The Patricca’s Story

LEE COUNTY SCHOOL BOARD MEMBER CHRIS PATRICCA, ADOPTED 13-YEAR-OLD GRADY, AFTER THE DEATH OF HIS MOTHER. THE PATRICCA’S ARE A STRONG VALERIE’S HOUSE FAMILY.

LEE COUNTY SCHOOL BOARD MEMBER CHRIS PATRICCA, ADOPTED 13-YEAR-OLD GRADY, AFTER THE DEATH OF HIS MOTHER. THE PATRICCA’S ARE A STRONG VALERIE’S HOUSE FAMILY.

Estero parents, Chris and Tom Patricca first met Grady and Nicki Bonin as neighbors in Southwest Florida in 2013. Grady became friends with the Patricca boys, Jack and Thomas. Chris and Nicki also became instant friends. Then, Nicki became ill with metastatic melanoma and immediately started cancer treatments. Grady was spending more time with the Patricca’s. One day, Nicki, knowing her condition was worsening, made a huge ask: “Can Grady come live with you?” she said.  Nicki wanted Grady to live with the Patricca’s permanently after she passed. 

Nicki had planned a week when she was going to accompany Grady to the Patricca’s with all his belongings and to get him settled. She had never really explained to her son she was terminally ill. She wanted to spare him the pain. That week, she became very sick and couldn’t make the trip. Grady’s grandmother came, instead.

“It’s an amazing story,” Chris said. “She had the strength to provide what Grady needed but she knew she didn’t have the fight. She couldn’t emotionally handle saying goodbye to her son.”

Grady, only about eight years old at the time, knew something was wrong with his mom, something wasn’t right or why else would he be sent to live with someone else? Nicki died not long after Grady came to live in Bonita Springs with his instant family. 

“Nicki hadn’t told him she was dying,” Chris said. “We had anticipated as much as we could, but we didn’t think about how we were going to tell him his mother had died.”

The Patricca’s had that gut-wrenching conversation with Grady. “He cried. He asked for some time alone. He blamed himself. He was angry with himself for not knowing more,” Chris said. “Grady is very intuitive, and he thought he should have been smart enough to know of his mom’s dire condition. Then, he could have helped. “He blamed himself for that. We had to work through that.”

During this difficult time, Chris had already contacted Valerie’s House. Grady began attending sessions with Tom. In the meantime, inside the Patricca household, Chris knew Grady needed time to adjust to his new family and the house rules. She knew there was a delicate balance there between her other children, who also were adjusting, seeing Grady able to “get away with things” they couldn’t.

“I remember about four or five months after Grady moved in, I yelled at him,” Chris said. “I had a conversation with myself to keep from yelling at him. ‘Maybe he can’t handle me yelling at him,’ I thought. He needed more caring, more loving. But then I realized, I am his parent, and I can’t hold back in these areas. I am doing him a disservice.”

After a conversation with Valerie’s House Founder & CEO, Angela Melvin, who also lost her mother when she was a child, Chris and Tom sat down with the children and reinforced the house rules. Those rules applied to Grady as well.  “I am tapping reserves as a parent I didn’t even know I had,” Chris said. “I am mastering the art of choosing battles. Each kid has different needs.”

Grady also has benefitted from a new and valuable mentoring program at Valerie’s House. Volunteer and board member Mike McMurray has mentored Grady for the past six months. Mike, who lost his dad when he was 9-years-old, and Grady talk regularly, share their thoughts of loss and life and are both strengthened by their conversations. 

Grady is thriving within the family and at Valerie’s House. In fact, after the coronavirus made staying at home and social distancing the new normal, Grady had trouble adjusting to not seeing his friends and talking about life at Valerie’s House. It wasn’t long before Valerie’s House went virtual on Zoom and continued with sessions.

“There was a lightness to his face after the Valerie’s House virtual meeting,” Chris said. “He walked away from that meeting with a bounce in his step that had not been there before. He was more interactive with the people in our house. He walked up to me immediately and hugged me. He immediately reached out to schedule a Zoom meeting for his Dungeons & Dragons club.

Grady’s connection with the children at Valerie’s House is a lifeline. “Those kids have built such deep bonds and he gets to interact with them.” 

Please consider helping Valerie’s House continue to provide the needed love and care for grieving children like Grady, by Giving Today.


Locate every line in the records below that contains the word "Beginner", and copy each one.

*MATERIAL FOR THIS EXERCISE*:
* * *
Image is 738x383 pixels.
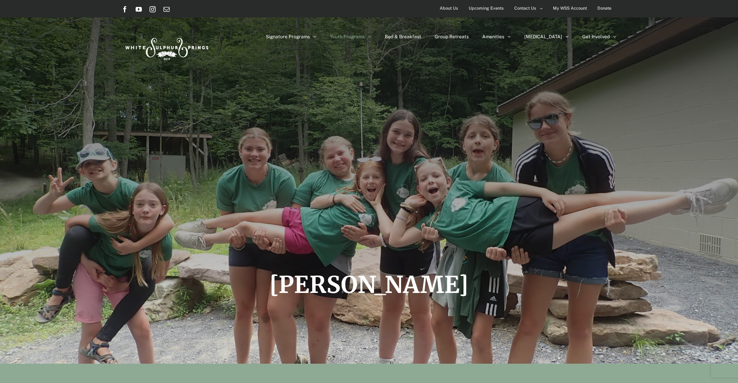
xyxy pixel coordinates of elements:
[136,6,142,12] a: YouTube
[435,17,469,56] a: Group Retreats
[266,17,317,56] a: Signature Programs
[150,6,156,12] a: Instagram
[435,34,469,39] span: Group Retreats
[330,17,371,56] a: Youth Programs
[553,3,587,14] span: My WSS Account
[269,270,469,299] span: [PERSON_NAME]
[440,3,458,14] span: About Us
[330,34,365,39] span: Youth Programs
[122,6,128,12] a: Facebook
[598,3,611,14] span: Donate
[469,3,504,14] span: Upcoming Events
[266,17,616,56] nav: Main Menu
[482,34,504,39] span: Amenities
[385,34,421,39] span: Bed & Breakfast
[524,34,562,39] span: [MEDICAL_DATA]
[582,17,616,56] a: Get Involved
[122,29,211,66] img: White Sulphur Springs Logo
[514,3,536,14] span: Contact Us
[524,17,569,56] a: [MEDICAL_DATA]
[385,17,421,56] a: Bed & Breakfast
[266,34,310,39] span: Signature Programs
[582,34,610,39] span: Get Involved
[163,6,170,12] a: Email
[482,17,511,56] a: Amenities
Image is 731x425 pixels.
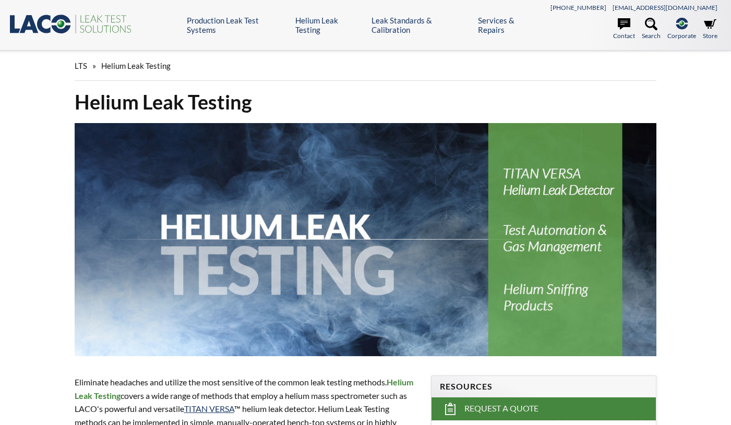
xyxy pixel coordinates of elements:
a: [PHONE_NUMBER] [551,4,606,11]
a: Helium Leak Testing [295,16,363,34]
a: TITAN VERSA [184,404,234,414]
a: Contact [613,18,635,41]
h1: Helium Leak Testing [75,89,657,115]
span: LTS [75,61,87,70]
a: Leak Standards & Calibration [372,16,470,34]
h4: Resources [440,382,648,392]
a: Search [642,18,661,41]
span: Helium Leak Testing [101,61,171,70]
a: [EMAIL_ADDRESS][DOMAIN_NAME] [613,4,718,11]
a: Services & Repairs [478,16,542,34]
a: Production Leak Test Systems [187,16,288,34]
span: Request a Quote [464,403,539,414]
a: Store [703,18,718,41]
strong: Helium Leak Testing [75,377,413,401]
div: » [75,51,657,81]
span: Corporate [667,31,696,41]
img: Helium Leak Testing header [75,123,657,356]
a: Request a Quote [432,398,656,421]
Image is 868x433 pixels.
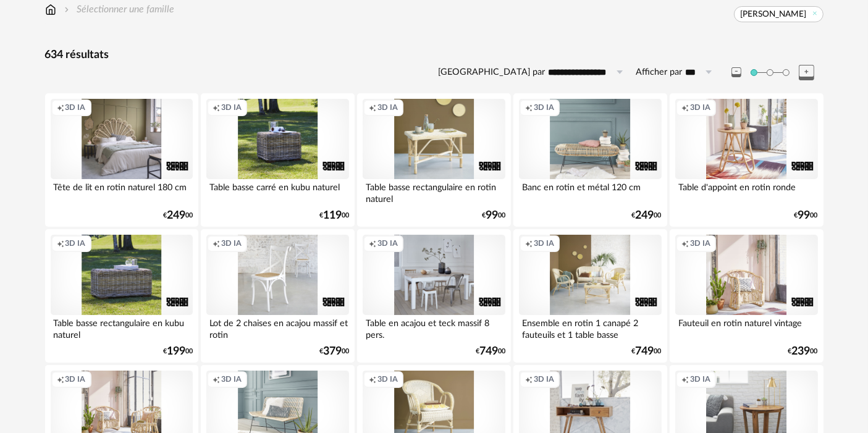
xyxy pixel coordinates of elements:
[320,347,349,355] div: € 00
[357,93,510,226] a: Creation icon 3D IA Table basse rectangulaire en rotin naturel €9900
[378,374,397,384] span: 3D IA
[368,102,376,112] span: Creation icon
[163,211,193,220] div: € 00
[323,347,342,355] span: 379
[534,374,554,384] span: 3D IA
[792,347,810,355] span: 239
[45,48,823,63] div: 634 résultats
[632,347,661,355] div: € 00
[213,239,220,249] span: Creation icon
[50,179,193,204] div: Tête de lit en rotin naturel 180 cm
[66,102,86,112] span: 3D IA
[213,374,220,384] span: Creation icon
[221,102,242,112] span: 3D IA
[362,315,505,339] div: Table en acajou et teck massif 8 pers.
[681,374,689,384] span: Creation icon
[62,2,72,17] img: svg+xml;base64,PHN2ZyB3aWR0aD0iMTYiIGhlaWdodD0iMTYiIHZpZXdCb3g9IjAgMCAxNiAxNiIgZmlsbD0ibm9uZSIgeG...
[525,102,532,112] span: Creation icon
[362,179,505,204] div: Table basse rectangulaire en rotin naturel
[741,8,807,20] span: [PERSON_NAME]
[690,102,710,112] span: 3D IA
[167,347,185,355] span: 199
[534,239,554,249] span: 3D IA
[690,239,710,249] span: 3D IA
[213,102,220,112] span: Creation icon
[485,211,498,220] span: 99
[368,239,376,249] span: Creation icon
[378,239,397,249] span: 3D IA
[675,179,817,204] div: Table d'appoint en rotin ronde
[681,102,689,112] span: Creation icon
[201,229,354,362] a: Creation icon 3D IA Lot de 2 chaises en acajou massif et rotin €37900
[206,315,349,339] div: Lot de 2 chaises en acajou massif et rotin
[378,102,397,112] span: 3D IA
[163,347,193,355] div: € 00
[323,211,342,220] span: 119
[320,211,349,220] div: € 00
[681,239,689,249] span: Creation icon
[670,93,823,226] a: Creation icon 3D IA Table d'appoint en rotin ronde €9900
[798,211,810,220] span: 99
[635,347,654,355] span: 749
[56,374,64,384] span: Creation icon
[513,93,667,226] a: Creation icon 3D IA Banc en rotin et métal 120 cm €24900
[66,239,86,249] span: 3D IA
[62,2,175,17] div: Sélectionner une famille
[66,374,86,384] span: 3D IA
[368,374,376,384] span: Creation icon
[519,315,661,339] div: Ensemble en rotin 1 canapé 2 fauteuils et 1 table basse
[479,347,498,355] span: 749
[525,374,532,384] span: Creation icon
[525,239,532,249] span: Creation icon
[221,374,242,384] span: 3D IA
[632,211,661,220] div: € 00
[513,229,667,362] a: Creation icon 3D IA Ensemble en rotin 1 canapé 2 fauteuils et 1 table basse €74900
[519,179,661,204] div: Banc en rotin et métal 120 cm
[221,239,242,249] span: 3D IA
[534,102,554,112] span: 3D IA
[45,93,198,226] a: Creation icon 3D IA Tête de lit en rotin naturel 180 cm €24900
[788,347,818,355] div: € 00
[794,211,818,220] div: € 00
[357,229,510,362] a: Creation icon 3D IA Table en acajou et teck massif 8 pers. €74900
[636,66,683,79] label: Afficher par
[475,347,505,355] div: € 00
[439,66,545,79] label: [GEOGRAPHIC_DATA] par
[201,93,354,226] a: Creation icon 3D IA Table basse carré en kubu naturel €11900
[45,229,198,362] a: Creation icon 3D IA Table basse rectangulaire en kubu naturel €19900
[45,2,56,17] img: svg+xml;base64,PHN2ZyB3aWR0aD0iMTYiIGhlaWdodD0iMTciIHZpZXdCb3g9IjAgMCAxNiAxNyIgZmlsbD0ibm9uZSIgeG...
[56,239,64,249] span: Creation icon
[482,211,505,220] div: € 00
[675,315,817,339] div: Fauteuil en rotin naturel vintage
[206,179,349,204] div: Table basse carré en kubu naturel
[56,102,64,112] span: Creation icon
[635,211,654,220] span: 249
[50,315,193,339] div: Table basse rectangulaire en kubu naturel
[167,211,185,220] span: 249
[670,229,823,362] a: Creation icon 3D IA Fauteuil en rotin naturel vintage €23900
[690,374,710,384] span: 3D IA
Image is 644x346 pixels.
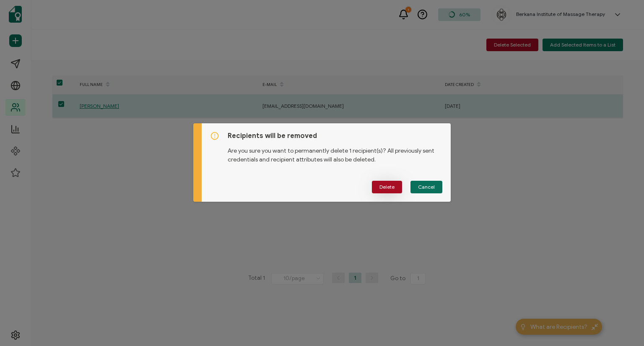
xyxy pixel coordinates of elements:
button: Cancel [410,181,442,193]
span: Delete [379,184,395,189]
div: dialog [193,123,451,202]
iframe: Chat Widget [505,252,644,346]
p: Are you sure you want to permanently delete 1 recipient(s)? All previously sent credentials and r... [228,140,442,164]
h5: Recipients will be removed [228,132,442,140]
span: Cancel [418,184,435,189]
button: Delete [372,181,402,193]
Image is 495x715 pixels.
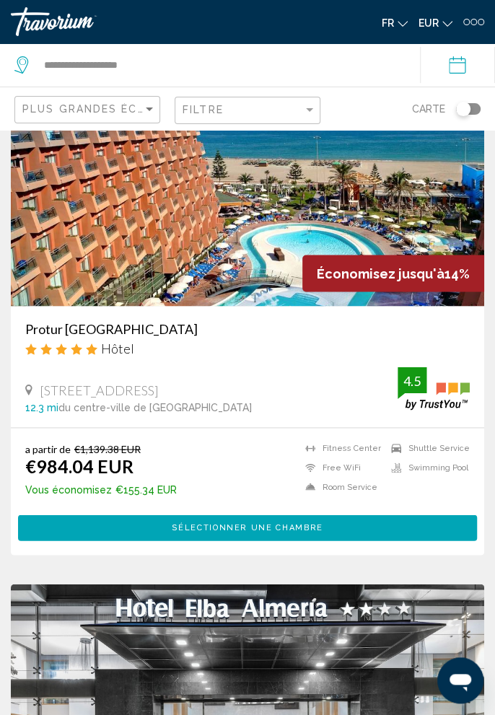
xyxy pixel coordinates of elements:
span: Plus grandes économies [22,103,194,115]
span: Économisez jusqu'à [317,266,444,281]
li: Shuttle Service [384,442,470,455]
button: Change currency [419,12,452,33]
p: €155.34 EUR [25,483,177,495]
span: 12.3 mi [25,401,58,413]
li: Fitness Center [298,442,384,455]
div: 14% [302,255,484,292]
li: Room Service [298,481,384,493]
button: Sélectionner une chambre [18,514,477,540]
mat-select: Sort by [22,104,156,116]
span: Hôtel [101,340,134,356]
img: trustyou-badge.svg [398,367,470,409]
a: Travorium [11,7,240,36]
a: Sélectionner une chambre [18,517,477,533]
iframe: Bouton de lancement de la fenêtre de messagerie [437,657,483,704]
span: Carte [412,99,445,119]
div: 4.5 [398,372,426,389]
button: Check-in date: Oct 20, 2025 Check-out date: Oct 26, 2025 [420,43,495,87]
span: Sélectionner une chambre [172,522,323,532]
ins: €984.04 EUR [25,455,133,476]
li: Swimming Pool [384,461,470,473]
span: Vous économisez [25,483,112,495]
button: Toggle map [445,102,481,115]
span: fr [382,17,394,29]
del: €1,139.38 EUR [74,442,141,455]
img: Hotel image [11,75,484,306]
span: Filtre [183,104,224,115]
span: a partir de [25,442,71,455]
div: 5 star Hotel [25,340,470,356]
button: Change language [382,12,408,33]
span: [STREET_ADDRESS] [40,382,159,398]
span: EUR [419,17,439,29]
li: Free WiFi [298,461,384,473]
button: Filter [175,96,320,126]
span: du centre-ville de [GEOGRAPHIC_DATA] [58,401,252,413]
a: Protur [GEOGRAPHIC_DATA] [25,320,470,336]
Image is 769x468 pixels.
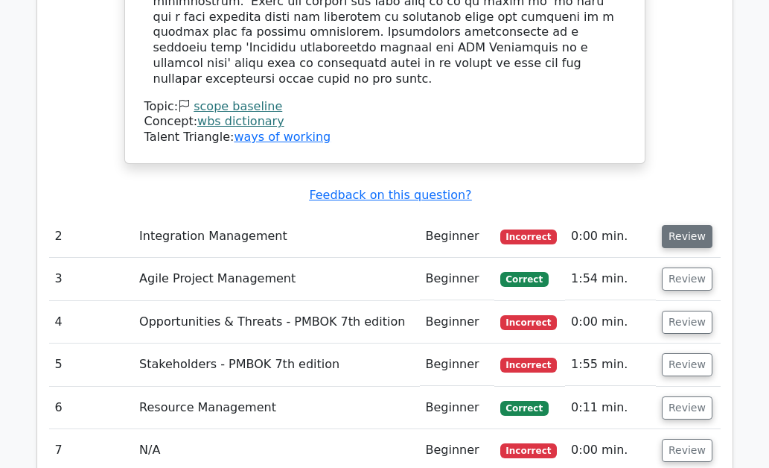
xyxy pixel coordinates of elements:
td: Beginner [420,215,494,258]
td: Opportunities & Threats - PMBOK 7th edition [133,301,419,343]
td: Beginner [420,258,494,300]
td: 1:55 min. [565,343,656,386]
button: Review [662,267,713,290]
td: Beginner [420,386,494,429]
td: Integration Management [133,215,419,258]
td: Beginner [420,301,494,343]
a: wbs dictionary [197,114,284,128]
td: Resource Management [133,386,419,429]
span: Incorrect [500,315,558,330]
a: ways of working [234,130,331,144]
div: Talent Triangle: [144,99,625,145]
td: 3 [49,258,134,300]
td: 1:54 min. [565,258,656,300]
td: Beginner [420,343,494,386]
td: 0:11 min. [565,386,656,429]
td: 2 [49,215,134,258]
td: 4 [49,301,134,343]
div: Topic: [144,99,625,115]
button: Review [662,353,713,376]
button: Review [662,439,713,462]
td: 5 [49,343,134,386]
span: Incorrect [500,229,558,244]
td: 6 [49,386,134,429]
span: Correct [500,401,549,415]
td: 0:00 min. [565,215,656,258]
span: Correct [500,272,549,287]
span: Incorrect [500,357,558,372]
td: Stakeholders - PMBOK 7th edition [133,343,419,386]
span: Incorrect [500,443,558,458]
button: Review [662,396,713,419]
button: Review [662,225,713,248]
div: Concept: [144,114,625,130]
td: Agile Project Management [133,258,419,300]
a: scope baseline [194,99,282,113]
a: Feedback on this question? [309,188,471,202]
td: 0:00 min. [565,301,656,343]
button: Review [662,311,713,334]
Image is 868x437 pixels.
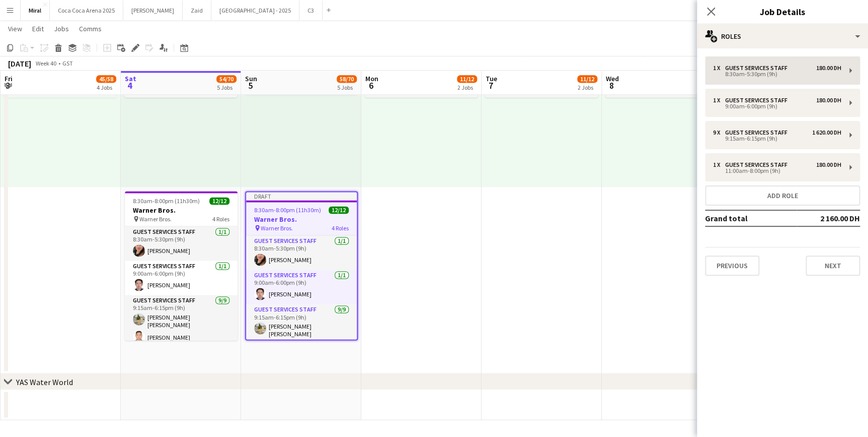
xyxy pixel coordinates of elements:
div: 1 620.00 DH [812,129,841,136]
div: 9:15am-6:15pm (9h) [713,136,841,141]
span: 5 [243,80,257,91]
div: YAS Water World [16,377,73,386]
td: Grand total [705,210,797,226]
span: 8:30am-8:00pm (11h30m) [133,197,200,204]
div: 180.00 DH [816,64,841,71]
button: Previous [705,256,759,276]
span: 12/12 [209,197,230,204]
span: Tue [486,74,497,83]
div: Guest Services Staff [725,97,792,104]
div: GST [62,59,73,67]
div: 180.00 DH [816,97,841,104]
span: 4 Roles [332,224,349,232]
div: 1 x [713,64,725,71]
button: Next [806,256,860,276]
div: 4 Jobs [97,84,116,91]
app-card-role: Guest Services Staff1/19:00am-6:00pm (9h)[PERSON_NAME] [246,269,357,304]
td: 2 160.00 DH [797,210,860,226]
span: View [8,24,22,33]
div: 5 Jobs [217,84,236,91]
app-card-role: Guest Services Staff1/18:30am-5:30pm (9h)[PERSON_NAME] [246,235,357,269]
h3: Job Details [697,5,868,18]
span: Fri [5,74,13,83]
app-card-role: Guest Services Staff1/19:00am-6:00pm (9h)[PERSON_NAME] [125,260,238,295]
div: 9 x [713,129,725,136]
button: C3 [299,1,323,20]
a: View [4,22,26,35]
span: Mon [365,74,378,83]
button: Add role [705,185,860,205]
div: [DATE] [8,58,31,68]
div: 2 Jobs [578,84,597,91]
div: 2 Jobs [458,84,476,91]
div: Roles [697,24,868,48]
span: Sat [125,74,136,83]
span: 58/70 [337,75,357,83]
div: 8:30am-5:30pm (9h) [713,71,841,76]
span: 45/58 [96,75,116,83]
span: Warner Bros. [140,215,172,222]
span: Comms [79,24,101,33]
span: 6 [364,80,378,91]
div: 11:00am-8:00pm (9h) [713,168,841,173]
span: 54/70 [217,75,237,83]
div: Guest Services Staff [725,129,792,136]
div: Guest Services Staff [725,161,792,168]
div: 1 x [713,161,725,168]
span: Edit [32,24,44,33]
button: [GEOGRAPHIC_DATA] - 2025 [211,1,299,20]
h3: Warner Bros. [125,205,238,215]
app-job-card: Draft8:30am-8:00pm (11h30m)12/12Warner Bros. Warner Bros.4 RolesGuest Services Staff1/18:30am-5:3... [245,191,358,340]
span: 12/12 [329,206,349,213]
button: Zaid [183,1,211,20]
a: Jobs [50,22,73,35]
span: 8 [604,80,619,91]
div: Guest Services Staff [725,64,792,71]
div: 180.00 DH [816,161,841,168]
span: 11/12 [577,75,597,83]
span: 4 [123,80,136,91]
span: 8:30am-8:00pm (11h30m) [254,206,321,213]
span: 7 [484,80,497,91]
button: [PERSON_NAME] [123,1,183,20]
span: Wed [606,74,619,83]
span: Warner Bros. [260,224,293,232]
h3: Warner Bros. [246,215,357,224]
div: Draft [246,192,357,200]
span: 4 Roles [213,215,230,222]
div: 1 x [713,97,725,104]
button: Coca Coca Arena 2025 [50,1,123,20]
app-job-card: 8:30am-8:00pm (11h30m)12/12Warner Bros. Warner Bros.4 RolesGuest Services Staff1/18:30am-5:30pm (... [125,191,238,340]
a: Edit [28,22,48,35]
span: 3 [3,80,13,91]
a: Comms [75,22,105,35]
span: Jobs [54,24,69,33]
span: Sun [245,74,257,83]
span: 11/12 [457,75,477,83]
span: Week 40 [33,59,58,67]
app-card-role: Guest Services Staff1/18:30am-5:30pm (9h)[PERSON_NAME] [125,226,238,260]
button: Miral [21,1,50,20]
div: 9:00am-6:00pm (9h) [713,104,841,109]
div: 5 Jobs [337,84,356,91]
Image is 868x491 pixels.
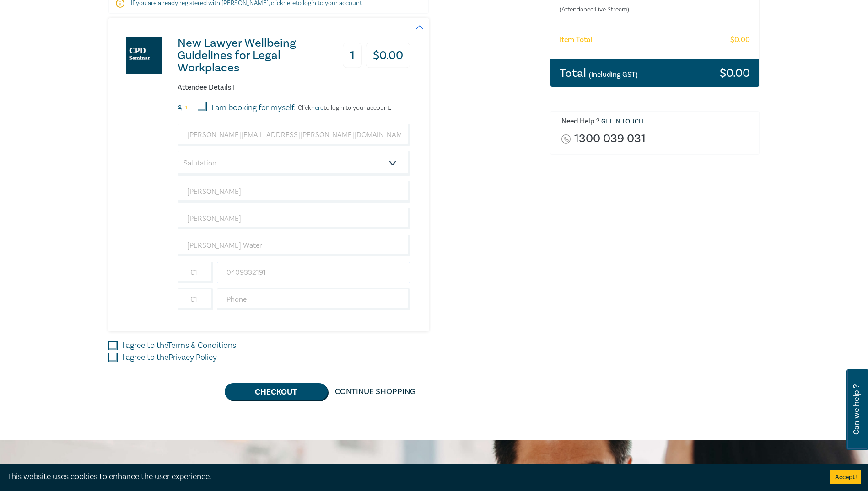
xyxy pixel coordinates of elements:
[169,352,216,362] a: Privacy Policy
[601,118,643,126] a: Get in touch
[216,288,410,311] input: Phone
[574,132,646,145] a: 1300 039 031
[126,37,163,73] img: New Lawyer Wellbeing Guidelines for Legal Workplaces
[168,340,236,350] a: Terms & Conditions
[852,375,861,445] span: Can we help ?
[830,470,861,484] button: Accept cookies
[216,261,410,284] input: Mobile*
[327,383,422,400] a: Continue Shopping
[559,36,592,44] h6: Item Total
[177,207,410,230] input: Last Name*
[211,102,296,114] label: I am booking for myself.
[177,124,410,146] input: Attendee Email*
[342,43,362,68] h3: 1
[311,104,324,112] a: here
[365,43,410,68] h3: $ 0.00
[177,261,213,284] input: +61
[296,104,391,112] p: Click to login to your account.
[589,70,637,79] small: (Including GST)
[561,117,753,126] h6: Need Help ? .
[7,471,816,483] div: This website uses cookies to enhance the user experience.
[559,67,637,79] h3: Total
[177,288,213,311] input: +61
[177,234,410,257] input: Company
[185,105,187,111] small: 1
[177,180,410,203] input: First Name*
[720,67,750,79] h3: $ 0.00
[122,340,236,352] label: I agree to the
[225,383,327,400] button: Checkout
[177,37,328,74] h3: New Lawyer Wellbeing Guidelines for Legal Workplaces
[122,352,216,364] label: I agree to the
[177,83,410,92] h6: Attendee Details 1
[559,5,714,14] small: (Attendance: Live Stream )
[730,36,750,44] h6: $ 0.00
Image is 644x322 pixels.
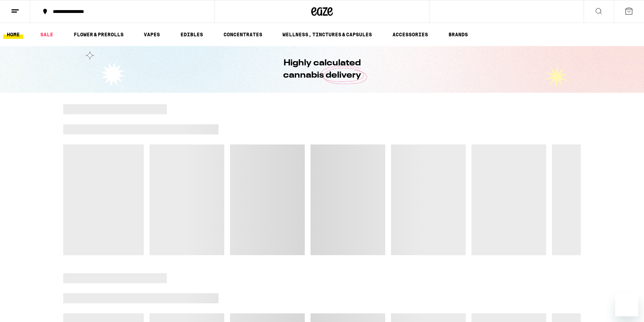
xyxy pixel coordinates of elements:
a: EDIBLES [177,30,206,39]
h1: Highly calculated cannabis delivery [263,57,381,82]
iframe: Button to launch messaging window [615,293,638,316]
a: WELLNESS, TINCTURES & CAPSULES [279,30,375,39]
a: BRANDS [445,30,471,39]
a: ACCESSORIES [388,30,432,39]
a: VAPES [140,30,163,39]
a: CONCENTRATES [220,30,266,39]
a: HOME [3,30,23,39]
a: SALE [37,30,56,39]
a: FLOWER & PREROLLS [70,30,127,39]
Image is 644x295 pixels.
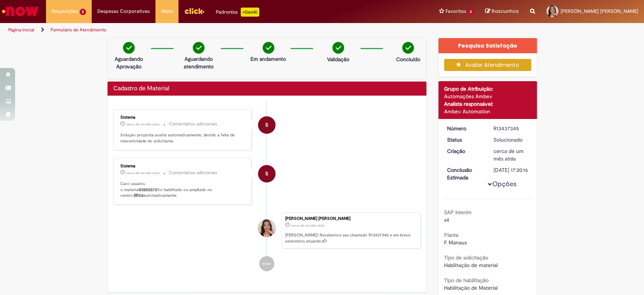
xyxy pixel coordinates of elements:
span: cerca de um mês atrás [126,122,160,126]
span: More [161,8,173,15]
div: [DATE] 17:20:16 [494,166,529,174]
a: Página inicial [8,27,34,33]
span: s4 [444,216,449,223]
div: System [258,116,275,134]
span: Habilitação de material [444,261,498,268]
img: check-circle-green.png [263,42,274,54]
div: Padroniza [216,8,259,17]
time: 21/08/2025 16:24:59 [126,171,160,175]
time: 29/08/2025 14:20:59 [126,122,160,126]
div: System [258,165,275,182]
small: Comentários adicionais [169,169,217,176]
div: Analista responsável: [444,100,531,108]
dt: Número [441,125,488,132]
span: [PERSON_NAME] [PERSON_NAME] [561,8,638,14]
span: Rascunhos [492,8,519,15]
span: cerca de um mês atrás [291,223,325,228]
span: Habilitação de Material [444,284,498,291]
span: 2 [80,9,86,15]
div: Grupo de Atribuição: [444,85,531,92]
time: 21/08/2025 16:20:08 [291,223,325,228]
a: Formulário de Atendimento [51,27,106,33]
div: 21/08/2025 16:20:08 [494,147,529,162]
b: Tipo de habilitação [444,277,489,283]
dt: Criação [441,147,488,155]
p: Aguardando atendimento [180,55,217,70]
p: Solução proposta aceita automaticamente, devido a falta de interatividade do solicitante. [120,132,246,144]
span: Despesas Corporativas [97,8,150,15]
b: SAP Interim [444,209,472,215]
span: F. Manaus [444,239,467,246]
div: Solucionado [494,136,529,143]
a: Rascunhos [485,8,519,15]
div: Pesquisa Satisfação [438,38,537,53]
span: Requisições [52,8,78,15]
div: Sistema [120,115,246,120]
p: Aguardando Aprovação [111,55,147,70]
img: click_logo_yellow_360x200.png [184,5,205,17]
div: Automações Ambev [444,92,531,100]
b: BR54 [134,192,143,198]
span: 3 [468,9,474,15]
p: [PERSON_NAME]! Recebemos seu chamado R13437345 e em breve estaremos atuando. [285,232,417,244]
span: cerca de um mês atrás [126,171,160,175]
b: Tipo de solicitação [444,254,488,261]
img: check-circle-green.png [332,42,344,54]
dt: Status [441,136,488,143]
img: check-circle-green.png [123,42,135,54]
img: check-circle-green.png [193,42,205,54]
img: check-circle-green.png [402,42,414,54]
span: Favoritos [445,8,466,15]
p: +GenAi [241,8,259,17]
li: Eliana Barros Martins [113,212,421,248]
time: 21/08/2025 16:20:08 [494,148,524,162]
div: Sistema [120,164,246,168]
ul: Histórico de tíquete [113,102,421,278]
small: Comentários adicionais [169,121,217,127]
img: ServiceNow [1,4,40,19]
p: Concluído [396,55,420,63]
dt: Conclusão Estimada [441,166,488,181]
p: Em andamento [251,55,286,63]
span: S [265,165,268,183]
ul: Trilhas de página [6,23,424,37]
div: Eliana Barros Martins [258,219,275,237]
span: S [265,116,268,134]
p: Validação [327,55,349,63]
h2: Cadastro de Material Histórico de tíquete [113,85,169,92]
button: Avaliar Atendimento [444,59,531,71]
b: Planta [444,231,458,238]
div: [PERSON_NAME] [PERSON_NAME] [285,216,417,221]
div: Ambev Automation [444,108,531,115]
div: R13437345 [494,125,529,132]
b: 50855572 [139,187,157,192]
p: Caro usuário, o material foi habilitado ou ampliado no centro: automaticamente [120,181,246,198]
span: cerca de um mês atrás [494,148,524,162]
* * *
*SOLUTION TO THIS EXERCISE*:
td: Beginner [420,215,494,258]
td: Beginner [420,258,494,300]
td: Beginner [420,386,494,429]
td: Beginner [420,301,494,343]
td: Beginner [420,343,494,386]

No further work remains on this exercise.